How to Use MID Function in Excel: Extract Text Easily
The
MID function in Excel extracts a specific number of characters from the middle of a text string, starting at any position you choose. Use =MID(text, start_num, num_chars) where text is the original string, start_num is where to begin, and num_chars is how many characters to take.Syntax
The MID function has three parts:
- text: The text string you want to extract from.
- start_num: The position in the text where you want to start extracting. The first character is 1.
- num_chars: The number of characters you want to extract from the start position.
excel
=MID(text, start_num, num_chars)
Example
This example extracts 5 characters from the word "Welcome" starting at the 2nd character.
excel
=MID("Welcome", 2, 5)
Output
elcom
Common Pitfalls
Common mistakes include:
- Starting position (
start_num) less than 1 or greater than the text length, which returns an empty string. - Requesting more characters (
num_chars) than remain in the text, which just returns characters up to the end. - Using non-text values without converting them to text first.
excel
=MID("Hello", 0, 3) <strong>Wrong:</strong> start_num cannot be 0 =MID("Hello", 2, 10) <strong>Right:</strong> returns "ello" even if 10 is too large
Quick Reference
| Parameter | Description | Example |
|---|---|---|
| text | The text to extract from | "Excel" |
| start_num | Position to start extraction (1 = first character) | 2 |
| num_chars | Number of characters to extract | 3 |
Key Takeaways
Use MID to extract characters from any position inside a text string.
Start counting characters at 1, not 0.
If you ask for more characters than available, MID returns up to the end of the text.
Avoid start positions less than 1 to prevent errors.
MID works with text; convert numbers to text if needed.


• **Exercise instructions**
Once every line below has been checked for "Cancer", give only the number of lines that have it.

★ ★ ★ ★

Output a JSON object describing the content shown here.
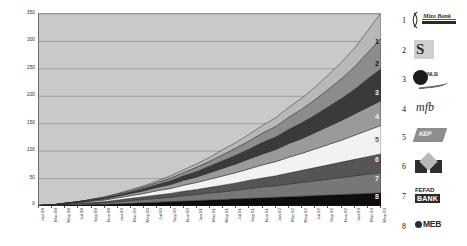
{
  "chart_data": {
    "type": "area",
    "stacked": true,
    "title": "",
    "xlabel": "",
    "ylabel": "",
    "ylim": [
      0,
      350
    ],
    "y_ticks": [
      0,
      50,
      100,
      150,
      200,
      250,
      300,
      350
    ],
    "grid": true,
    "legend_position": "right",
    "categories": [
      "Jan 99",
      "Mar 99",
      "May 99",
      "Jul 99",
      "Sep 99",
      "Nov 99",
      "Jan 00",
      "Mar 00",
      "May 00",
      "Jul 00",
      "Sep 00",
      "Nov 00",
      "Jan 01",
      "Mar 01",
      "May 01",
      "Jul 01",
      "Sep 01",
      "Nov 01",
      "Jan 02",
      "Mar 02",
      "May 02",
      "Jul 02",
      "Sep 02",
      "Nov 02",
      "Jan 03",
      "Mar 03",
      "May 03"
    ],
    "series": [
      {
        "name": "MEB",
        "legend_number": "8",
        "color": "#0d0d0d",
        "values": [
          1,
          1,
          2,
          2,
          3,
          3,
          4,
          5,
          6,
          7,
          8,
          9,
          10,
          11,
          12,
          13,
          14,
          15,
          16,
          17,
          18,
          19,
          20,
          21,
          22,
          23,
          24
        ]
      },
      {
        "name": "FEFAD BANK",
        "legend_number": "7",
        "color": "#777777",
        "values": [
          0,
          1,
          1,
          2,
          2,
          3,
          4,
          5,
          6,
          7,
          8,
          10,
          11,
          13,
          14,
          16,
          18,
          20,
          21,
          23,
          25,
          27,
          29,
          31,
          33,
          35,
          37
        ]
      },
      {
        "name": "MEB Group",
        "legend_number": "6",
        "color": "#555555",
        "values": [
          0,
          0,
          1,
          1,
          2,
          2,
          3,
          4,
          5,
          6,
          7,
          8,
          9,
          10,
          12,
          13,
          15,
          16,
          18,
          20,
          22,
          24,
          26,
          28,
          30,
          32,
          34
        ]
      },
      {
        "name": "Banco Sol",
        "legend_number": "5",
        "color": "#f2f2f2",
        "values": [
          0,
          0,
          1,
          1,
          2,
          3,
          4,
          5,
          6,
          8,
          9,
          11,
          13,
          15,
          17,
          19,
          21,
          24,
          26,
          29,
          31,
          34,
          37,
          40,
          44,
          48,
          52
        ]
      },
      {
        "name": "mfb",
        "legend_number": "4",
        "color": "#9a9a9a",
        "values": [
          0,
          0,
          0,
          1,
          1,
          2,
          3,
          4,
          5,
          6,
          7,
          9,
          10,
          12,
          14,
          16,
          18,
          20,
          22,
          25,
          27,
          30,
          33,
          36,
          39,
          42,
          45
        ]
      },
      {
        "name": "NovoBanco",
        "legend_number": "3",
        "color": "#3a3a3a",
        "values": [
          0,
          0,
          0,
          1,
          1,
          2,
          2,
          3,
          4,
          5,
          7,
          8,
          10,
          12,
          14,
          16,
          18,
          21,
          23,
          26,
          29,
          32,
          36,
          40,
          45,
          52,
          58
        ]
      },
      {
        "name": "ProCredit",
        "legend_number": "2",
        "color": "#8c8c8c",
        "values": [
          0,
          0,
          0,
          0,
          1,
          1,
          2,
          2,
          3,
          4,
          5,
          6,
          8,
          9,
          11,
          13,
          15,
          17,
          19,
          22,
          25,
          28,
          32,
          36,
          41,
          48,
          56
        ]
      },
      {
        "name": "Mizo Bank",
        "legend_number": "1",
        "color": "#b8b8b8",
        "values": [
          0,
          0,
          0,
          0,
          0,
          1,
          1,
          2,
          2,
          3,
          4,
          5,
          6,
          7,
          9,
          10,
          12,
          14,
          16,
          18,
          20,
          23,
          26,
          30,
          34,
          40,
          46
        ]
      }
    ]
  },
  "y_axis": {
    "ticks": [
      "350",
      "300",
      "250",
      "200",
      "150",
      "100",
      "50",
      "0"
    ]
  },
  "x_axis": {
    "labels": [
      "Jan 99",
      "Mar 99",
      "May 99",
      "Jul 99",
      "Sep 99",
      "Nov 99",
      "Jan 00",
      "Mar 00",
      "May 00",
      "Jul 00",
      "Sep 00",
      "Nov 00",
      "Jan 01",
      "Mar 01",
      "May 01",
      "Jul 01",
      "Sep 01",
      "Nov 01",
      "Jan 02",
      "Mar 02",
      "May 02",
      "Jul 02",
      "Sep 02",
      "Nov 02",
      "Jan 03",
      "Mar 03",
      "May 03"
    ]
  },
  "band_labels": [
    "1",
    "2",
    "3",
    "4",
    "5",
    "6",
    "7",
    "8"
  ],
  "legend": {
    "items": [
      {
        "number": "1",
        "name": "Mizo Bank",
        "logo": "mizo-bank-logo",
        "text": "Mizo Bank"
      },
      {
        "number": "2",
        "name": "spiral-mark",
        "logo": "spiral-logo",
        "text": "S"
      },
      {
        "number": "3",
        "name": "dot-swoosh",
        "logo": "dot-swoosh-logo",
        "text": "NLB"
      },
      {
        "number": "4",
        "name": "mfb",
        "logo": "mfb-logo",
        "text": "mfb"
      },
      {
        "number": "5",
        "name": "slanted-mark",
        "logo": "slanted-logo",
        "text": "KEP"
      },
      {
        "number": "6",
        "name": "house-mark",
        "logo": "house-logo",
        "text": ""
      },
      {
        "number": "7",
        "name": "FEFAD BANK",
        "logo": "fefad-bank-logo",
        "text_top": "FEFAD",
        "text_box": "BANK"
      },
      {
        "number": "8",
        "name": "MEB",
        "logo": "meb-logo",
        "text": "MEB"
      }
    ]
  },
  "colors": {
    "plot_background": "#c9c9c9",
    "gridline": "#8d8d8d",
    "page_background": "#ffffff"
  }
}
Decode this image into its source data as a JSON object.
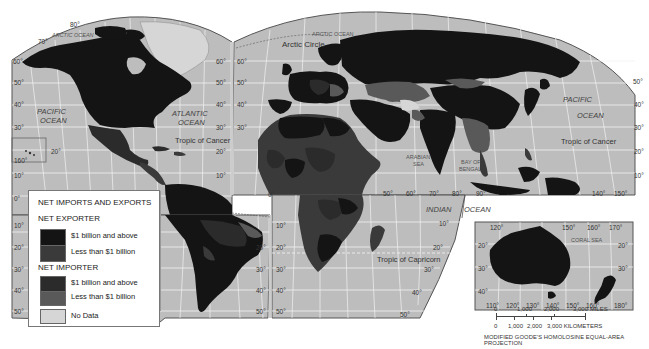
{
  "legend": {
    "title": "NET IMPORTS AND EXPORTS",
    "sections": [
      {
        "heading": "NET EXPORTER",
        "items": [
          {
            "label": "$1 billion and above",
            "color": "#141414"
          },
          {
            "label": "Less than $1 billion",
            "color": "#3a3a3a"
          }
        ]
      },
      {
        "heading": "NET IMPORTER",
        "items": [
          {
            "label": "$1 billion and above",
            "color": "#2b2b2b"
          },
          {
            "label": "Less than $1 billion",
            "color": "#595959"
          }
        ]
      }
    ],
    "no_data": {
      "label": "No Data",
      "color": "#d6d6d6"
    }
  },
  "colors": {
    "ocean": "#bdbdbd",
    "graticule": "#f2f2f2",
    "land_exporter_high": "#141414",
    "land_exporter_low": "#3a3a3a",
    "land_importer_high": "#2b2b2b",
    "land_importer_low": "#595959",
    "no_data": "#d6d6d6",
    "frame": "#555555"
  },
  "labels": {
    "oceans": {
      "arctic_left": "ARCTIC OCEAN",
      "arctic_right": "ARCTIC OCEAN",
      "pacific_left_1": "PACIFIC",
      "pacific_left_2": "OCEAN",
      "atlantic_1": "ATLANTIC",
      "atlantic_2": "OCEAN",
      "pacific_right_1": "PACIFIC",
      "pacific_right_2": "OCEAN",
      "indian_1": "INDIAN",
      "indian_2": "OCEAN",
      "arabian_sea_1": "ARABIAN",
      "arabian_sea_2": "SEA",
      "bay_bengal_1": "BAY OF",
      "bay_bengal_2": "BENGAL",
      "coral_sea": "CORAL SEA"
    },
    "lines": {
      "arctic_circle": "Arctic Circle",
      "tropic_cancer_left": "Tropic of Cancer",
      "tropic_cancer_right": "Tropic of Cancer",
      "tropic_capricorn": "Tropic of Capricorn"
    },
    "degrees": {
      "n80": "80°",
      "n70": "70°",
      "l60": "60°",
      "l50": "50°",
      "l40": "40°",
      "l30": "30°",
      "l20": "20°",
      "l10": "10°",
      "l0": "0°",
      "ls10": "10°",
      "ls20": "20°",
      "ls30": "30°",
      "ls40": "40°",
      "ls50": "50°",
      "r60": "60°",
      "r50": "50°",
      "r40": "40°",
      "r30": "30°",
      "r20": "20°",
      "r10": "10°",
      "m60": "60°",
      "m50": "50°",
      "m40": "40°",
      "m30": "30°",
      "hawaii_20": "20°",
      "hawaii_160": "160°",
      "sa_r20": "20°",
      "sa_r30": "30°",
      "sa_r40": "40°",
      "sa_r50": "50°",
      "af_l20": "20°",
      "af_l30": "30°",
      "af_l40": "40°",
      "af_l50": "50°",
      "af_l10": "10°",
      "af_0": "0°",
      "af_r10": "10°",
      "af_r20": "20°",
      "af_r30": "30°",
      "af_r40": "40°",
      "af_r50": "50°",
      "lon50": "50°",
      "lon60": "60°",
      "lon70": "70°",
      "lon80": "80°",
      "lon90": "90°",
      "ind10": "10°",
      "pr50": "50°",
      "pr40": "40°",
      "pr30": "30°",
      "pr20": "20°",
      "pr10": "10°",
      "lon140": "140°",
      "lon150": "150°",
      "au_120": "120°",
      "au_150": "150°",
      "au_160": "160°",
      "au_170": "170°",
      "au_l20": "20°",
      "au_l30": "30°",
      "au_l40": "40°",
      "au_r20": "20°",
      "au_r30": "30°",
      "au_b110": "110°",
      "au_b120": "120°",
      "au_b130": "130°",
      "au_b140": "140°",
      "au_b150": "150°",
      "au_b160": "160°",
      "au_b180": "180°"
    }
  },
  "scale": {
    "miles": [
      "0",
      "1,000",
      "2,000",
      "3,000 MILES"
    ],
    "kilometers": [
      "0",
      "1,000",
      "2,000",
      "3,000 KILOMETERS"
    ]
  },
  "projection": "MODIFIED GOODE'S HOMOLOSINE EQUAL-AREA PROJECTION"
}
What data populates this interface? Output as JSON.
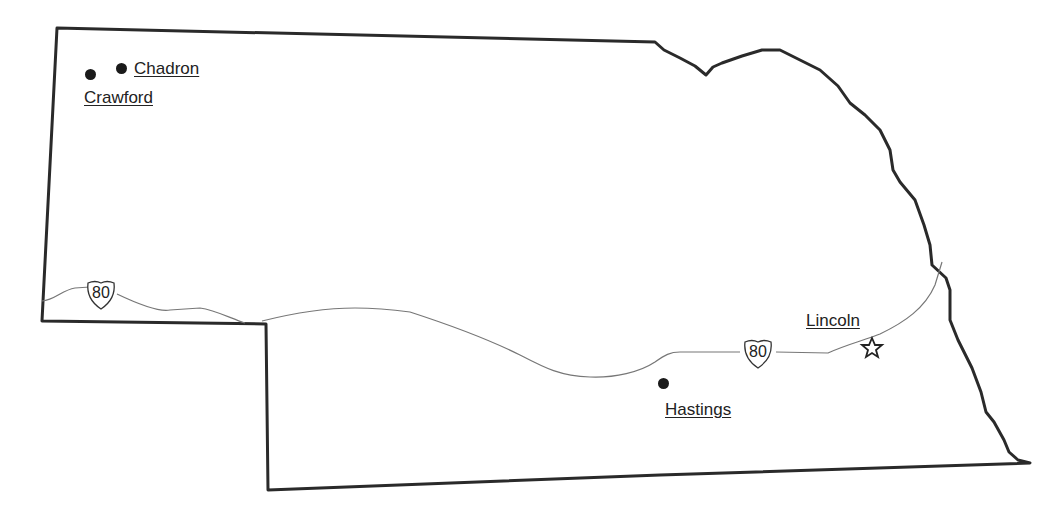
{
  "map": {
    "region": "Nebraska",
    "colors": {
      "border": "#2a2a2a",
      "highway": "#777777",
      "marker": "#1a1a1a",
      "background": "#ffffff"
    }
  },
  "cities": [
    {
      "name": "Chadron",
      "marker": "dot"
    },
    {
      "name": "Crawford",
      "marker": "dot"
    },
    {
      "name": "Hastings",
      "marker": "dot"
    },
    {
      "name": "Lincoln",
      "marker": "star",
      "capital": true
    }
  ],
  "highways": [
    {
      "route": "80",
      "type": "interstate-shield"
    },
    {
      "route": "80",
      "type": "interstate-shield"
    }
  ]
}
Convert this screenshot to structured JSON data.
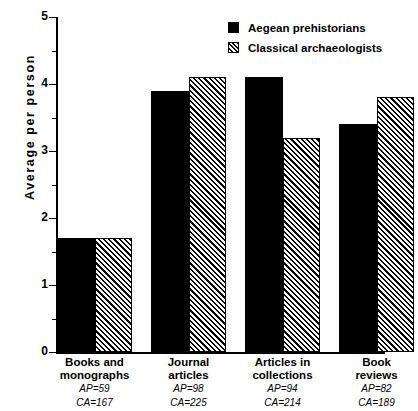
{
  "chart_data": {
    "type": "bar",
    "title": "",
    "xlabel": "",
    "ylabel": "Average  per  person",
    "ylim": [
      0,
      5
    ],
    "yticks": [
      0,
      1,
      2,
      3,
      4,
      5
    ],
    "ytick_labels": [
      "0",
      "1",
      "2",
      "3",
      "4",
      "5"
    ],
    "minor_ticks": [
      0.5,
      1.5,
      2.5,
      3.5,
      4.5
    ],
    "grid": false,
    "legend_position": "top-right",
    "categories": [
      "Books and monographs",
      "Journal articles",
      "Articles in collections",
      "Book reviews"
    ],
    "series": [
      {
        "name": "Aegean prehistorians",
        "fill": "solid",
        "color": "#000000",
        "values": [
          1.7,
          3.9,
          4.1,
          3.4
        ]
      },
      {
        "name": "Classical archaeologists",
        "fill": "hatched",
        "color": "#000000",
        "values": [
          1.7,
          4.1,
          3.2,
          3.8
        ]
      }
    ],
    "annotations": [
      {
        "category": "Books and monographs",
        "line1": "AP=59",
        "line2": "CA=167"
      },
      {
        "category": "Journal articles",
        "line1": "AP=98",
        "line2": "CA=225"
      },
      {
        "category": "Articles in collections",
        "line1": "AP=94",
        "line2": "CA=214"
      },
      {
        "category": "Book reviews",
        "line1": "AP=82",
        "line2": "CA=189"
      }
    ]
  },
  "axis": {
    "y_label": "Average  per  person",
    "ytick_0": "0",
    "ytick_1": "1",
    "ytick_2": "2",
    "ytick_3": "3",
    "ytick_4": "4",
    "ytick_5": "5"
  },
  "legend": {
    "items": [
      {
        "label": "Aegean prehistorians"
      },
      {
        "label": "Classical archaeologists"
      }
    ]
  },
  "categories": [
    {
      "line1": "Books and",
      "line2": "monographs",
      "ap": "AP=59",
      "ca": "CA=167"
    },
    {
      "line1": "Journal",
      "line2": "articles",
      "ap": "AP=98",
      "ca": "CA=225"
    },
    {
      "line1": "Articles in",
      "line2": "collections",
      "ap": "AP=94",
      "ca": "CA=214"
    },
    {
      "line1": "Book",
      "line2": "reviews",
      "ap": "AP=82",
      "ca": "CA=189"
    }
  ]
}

★ ★ ★ ★

• **Response**
2